Sarai was back at the beginning with no child and even less security.


The lesson I can’t get away from in this story is how subtly control turns sour as soon as it becomes more self-protecting than others-protecting. God’s provisions dry up when we do that. What could have been is not, at least for the immediate future..We are left to live the consequences of our own controlling choices.

But there is hope. With God there is always hope. It’s called redemption. However, it doesn’t follow on the heels of control. It comes with confession through surrender.

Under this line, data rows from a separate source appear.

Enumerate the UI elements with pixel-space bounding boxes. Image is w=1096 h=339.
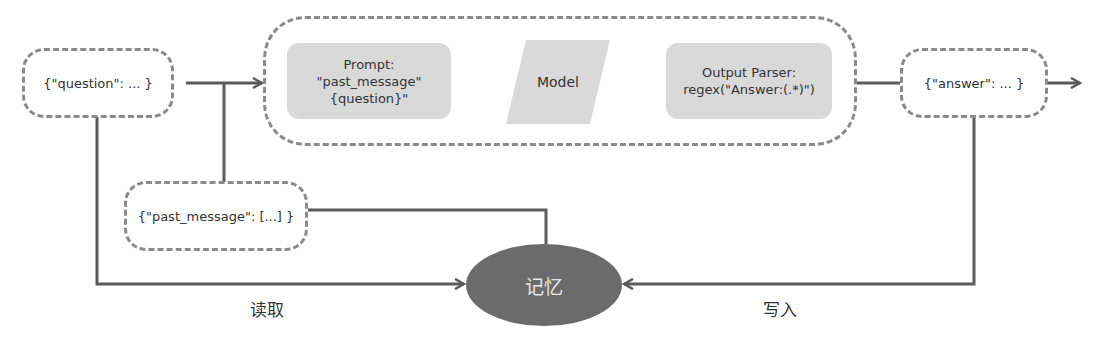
past-message-node: {"past_message": [...] } — [124, 181, 308, 251]
model-label: Model — [537, 74, 579, 90]
output-parser-node: Output Parser: regex("Answer:(.*)") — [666, 43, 832, 119]
answer-label: {"answer": ... } — [924, 76, 1025, 91]
write-edge-label: 写入 — [763, 296, 797, 321]
memory-node: 记忆 — [466, 244, 622, 326]
prompt-template-line1: "past_message" — [317, 73, 422, 90]
past-message-label: {"past_message": [...] } — [138, 209, 295, 224]
output-parser-title: Output Parser: — [702, 64, 796, 81]
question-label: {"question": ... } — [43, 76, 153, 91]
read-edge-label: 读取 — [250, 296, 284, 321]
output-parser-regex: regex("Answer:(.*)") — [683, 81, 815, 98]
question-input-node: {"question": ... } — [22, 48, 174, 118]
memory-label: 记忆 — [525, 272, 563, 299]
prompt-node: Prompt: "past_message" {question}" — [287, 43, 451, 119]
model-node: Model — [506, 40, 610, 124]
answer-output-node: {"answer": ... } — [900, 48, 1048, 118]
prompt-template-line2: {question}" — [330, 90, 409, 107]
prompt-title: Prompt: — [343, 56, 394, 73]
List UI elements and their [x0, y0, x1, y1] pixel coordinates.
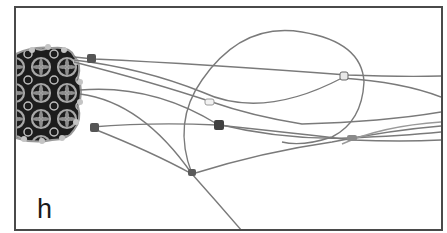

Sarai wasn’t there yet. But in a strange turn, Hagar is. In her life-threatening, dehydrated desert; God showed up. Maybe we should remember that God’s hand reaches out to those we wound when we use control God never intended we use.


So where is God when everything goes wrong? Right where He has always been, working on a plan to make everything right. It usually doesn’t come as quickly as we want. But if we let Him, God will grow our waiting faith and open our eyes to the small new-morning mercies God always sends.


This came true for me the morning following my lost notes. I decided to look again, but this time without an axious, panicked push. And there they were, hidden behind a page I

missed. Definitely a new morning mercy!

We can depend on God’s answers, but we can't manipulate how He brings them or when. Look for God’s small gifts as signs that something bigger is on the way.


In the same way He didn’t leave Hagar in a desert of her own making or Sarai in the consequences of her choices, He won’t abandon us when our best plans miserably self-destruct.